You are using an outdated browser.
Please upgrade your browser
and improve your visit to our site.

The Hours

In the real dark night of the soul it is always three o’clock in the morning. —F. Scott Fitzgerald

I

All day, knowing you dead, 
I have sat in this long-windowed room, 
Looking upon the sea and, dismayed 
By mortal sadness, thought without thought to resume 
Those hours which you and I have known— 
Hours when youth like an insurgent sun 
Showered ambition on an aimless air, 
Hours foreboding disillusion, 
Hours which now there is none to share. 
Since you are dead, I live them all alone.

II

A day like any day. Though any day now 
We expect death. The sky is overcast, 
And shuddering cold as snow the shoreward blast. 
And in the marsh, like a sea astray, now 
Waters brim. This is the moment when the sea 
Being most full of motion seems motionless. 
Land and sea are merged. The marsh is gone. And my distress 
Is at the flood. All but the dunes are drowned. 
And brimming with memory I have found 
All hours we ever knew, but have not found 
The key. I cannot find the lost key 
To the silver closet you as a wild child hid.

III

I think of all you did 
And all you might have done, before undone 
By death, but for the undoing of despair. 
No promise such as yours when like the spring 
You came, colors of jonquils in your hair, 
Inspired as the wind, when woods are bare 
And every silence is about to sing.

None had such promise then, and none 
Your scapegrace wit or your disarming grace; 
For you were bold as was Danae’s son, 
Conceived like Perseus in a dream of gold. 
And there was none when you were young, not one, 
So prompt in the reflecting shield to trace 
The glittering aspect of a Gorgon age.

Despair no love, no fortune could assuage… 
Was it a fault in your disastrous blood 
That beat from no fortunate god, 
The failure of all passion in mid-course? 
You shrank from nothing as from solitude, 
Lacking the still assurance, and pursued 
Beyond the sad excitement by remorse.

Was it that having shaped your stare upon 
The severed head of time, upheld and blind, 
Upheld by the stained hair, 
And seen the blood upon that sightless stare, 
You looked and were made one 
With the strained horror of those sightless eyes? 
You looked, and were not turned to stone.

IV

You have outlasted the nocturnal terror, 
The head hanging in the hanging mirror, 
The hour haunted by a harrowing face.

Now you are drunk at last. And that disgrace 
You sought in oblivious dives you have 
At last, in the dissolution of the grave.

V

I have lived with you the hour of your humiliation. 
I have seen you turn upon the others in the night 
And of sad self-loathing 
Concealing nothing 
Heard you cry: I am lost. But you are lower! 
And you had that right. 
The damned do not so own to their damnation.

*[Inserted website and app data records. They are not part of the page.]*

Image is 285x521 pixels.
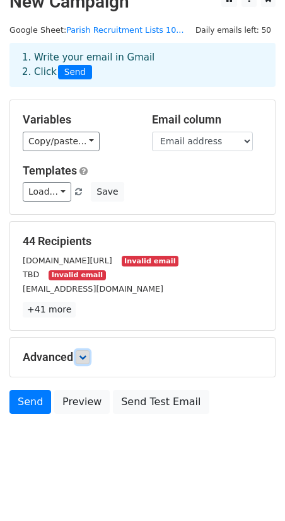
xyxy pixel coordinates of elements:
[122,256,178,267] small: Invalid email
[23,234,262,248] h5: 44 Recipients
[58,65,92,80] span: Send
[9,25,183,35] small: Google Sheet:
[222,461,285,521] iframe: Chat Widget
[23,113,133,127] h5: Variables
[23,182,71,202] a: Load...
[152,113,262,127] h5: Email column
[23,132,100,151] a: Copy/paste...
[191,23,275,37] span: Daily emails left: 50
[23,270,39,279] small: TBD
[13,50,272,79] div: 1. Write your email in Gmail 2. Click
[49,270,105,281] small: Invalid email
[23,164,77,177] a: Templates
[23,256,112,265] small: [DOMAIN_NAME][URL]
[23,284,163,294] small: [EMAIL_ADDRESS][DOMAIN_NAME]
[23,350,262,364] h5: Advanced
[191,25,275,35] a: Daily emails left: 50
[91,182,123,202] button: Save
[23,302,76,318] a: +41 more
[113,390,209,414] a: Send Test Email
[9,390,51,414] a: Send
[54,390,110,414] a: Preview
[66,25,183,35] a: Parish Recruitment Lists 10...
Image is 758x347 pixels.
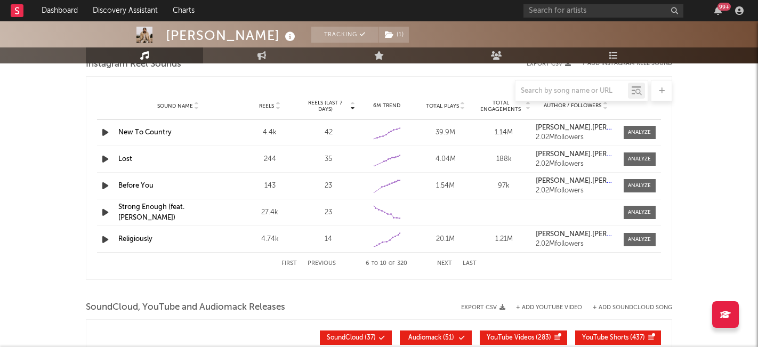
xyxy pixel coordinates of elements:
strong: [PERSON_NAME].[PERSON_NAME] [536,151,647,158]
a: [PERSON_NAME].[PERSON_NAME] [536,151,616,158]
button: 99+ [714,6,722,15]
div: 1.14M [478,127,531,138]
div: 39.9M [419,127,472,138]
a: Before You [118,182,154,189]
button: + Add Instagram Reel Sound [582,61,672,67]
div: 2.02M followers [536,134,616,141]
button: Last [463,261,477,267]
div: 99 + [717,3,731,11]
a: Religiously [118,236,152,243]
div: 4.4k [243,127,296,138]
a: Strong Enough (feat. [PERSON_NAME]) [118,204,184,221]
button: SoundCloud(37) [320,330,392,345]
span: Total Engagements [478,100,525,112]
span: ( 37 ) [327,335,376,341]
span: Sound Name [157,103,193,109]
div: 2.02M followers [536,160,616,168]
span: SoundCloud [327,335,363,341]
div: 143 [243,181,296,191]
div: 188k [478,154,531,165]
a: [PERSON_NAME].[PERSON_NAME] [536,124,616,132]
strong: [PERSON_NAME].[PERSON_NAME] [536,124,647,131]
div: 2.02M followers [536,240,616,248]
div: 6M Trend [360,102,414,110]
div: 27.4k [243,207,296,218]
span: of [389,261,395,266]
span: SoundCloud, YouTube and Audiomack Releases [86,301,285,314]
div: 20.1M [419,234,472,245]
button: + Add SoundCloud Song [593,305,672,311]
span: Reels (last 7 days) [302,100,349,112]
div: + Add YouTube Video [505,305,582,311]
div: 4.04M [419,154,472,165]
span: Reels [259,103,274,109]
span: ( 1 ) [378,27,409,43]
strong: [PERSON_NAME].[PERSON_NAME] [536,178,647,184]
div: + Add Instagram Reel Sound [571,61,672,67]
div: 1.54M [419,181,472,191]
strong: [PERSON_NAME].[PERSON_NAME] [536,231,647,238]
button: Tracking [311,27,378,43]
span: ( 51 ) [407,335,456,341]
div: 4.74k [243,234,296,245]
div: 42 [302,127,355,138]
span: ( 283 ) [487,335,551,341]
span: Instagram Reel Sounds [86,58,181,71]
div: 244 [243,154,296,165]
button: + Add YouTube Video [516,305,582,311]
button: Export CSV [527,61,571,67]
button: First [281,261,297,267]
div: [PERSON_NAME] [166,27,298,44]
button: YouTube Shorts(437) [575,330,661,345]
button: Export CSV [461,304,505,311]
div: 6 10 320 [357,257,416,270]
span: Author / Followers [544,102,601,109]
div: 23 [302,207,355,218]
a: New To Country [118,129,172,136]
span: Audiomack [408,335,441,341]
input: Search for artists [523,4,683,18]
a: [PERSON_NAME].[PERSON_NAME] [536,178,616,185]
div: 23 [302,181,355,191]
button: + Add SoundCloud Song [582,305,672,311]
div: 97k [478,181,531,191]
div: 14 [302,234,355,245]
span: Total Plays [426,103,459,109]
a: [PERSON_NAME].[PERSON_NAME] [536,231,616,238]
div: 1.21M [478,234,531,245]
button: (1) [378,27,409,43]
span: ( 437 ) [582,335,645,341]
button: Audiomack(51) [400,330,472,345]
input: Search by song name or URL [515,87,628,95]
div: 35 [302,154,355,165]
span: YouTube Videos [487,335,534,341]
span: to [372,261,378,266]
a: Lost [118,156,132,163]
div: 2.02M followers [536,187,616,195]
span: YouTube Shorts [582,335,628,341]
button: Next [437,261,452,267]
button: Previous [308,261,336,267]
button: YouTube Videos(283) [480,330,567,345]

I have lived with you some hours of the night, 
The late hour 
When the lights lower, 
The later hour 
When the lights go out,

When the dissipation of the night is past,

Hour of the outcast and the outworn whore, 
That is past three and not yet four—

When the old blackmailer waits beyond the door 
And from the gutter with unpitying hands 
Demands the same sad guiltiness as before,

The hour of utter destitution 
When the soul knows the horror of its loss 
And knows the world too poor 
For restitution,

          Past three o’clock 
And not yet four— 
          When not pity, pride, 
Or being brave, 
Fortune, friendship, forgetfulness of drudgery 
Or of drug avails, for all has been tried, 
And nothing avails to save 
The soul from recognition of its night.

The hour of death is always four o’clock. 
It is always four o’clock in the grave.

VI

Having heard the bare word that you had died, 
All day I have lingered in this lofty room, 
Locked in the light of sea and cloud, 
And thought, at cost of sea-hours, to illume 
The hours that you and I have known, 
Hours death does not condemn, nor love condone.

And I have seen the sea-light set the tide 
In salt succession toward the sullen shore 
And while the waves lost on the losing sand 
Seen shores receding and the sands succumb.

The waste retreats; glimmering shores retrieve 
Unproportioned plunges; the dunes restore 
Drowned confines to the disputed kingdom— 
Desolate mastery, since the dark has come.

The dark has come. I cannot pluck you bays, 
Though here the bay grows wild. For fugitive 
As surpassed fame, the leaves this sea-wind frays. 
Why should I promise what I cannot give?

I cannot animate with breath 
Syllables in the open mouth of death. 
Dark, dark. The shore here has a habit of light. 
O dark! I leave you to oblivious night!